Date: 2004-11-11 08:35 pm (UTC)
From: [identity profile] hateforblayne.livejournal.com
Nick,
The other night i watched "Man Of letters" and I noticed this same sort of clumsy grace in the video segments. Especially during trust me i'm a doctor. It seems put-on, but it also seems you were very aware of this and communicated it thought action. Brecht's alienation effect combined with half-hearted grace? It think it's a process of having a mask handed to you, having it in your hands and whether by nature or artifice allowing it to slip and at times removing it but above all letting the audience know it.

Re: A man of letters

Date: 2004-11-11 10:12 pm (UTC)
From: (Anonymous)
Haud yer wheesht ya glaikit numpty.

Re: A man of letters

Date: 2004-11-11 11:03 pm (UTC)
From: [identity profile] imomus.livejournal.com
Ha ha, glaikit is also a nice word for the kind of clumsy grace I'm talking about!

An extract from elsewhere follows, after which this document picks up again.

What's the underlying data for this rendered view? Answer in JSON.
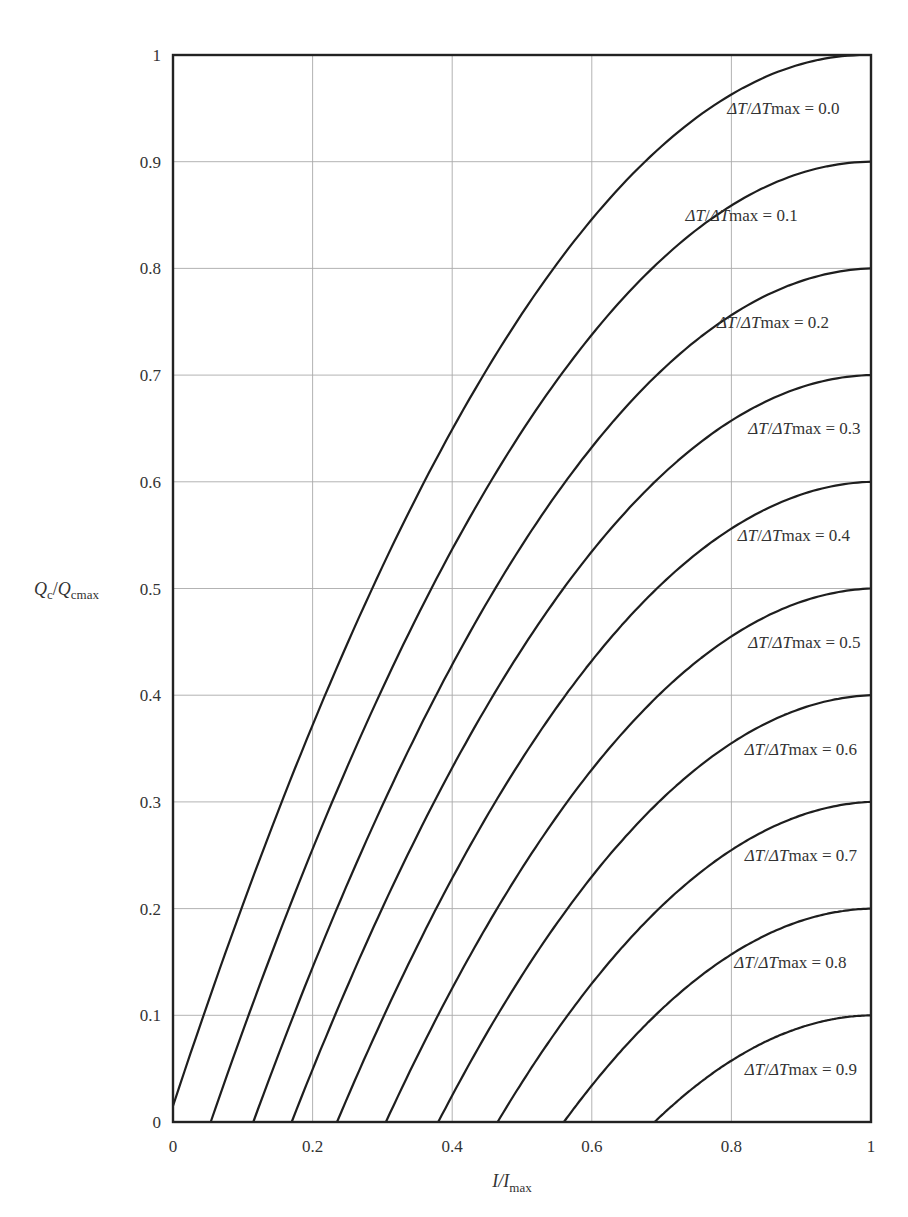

The reason I may have looked clumsy in the 'Trust Me I'm A Doctor' video is that the naked girl on the hospital trolley, the one I'm prodding with my stethoscope, was actually tremendously uncomfortable to be there in such a state of undress. It squeezed a real identity politics anxiety into the song (remember this was the early 90s, the height of 'political correctness'). But the song is really about unreliable narration and ageing rather than sexism per se.

(no subject)

Date: 2004-11-11 10:12 pm (UTC)
From: [identity profile] turkishb.livejournal.com
I think it's interesting to interpret Schiele's work as the product of an "awkward grace." I think that's true, but I also think it was more often a statement of sexual (or gender) anguish, brutality of the flesh through angularity, and the horror of decay by emaciation. Perhaps some of his more romantic portraits like his portrait in the yellow shirt is more towards what you suggested... But I don't think it's fair to characterize that as being the motivation for the majority of his work.

clumsy grace

Date: 2004-11-12 03:49 am (UTC)
From: [identity profile] nina-blomquist.livejournal.com
i really doubt that bush is competent enough to attempt anything as thought-out and intentional as 'clumsy grace.' does anyone really think he could be that schemy? i think his stupidity just comes in handy to him, because that's what his voters look(ed) for in their president. no, it comes all too natural to him..

Lucky Pierrot

Date: 2004-11-12 06:50 am (UTC)
From: [identity profile] sparkligbeatnic.livejournal.com
Image

Is it post-modern or is it just bad taste?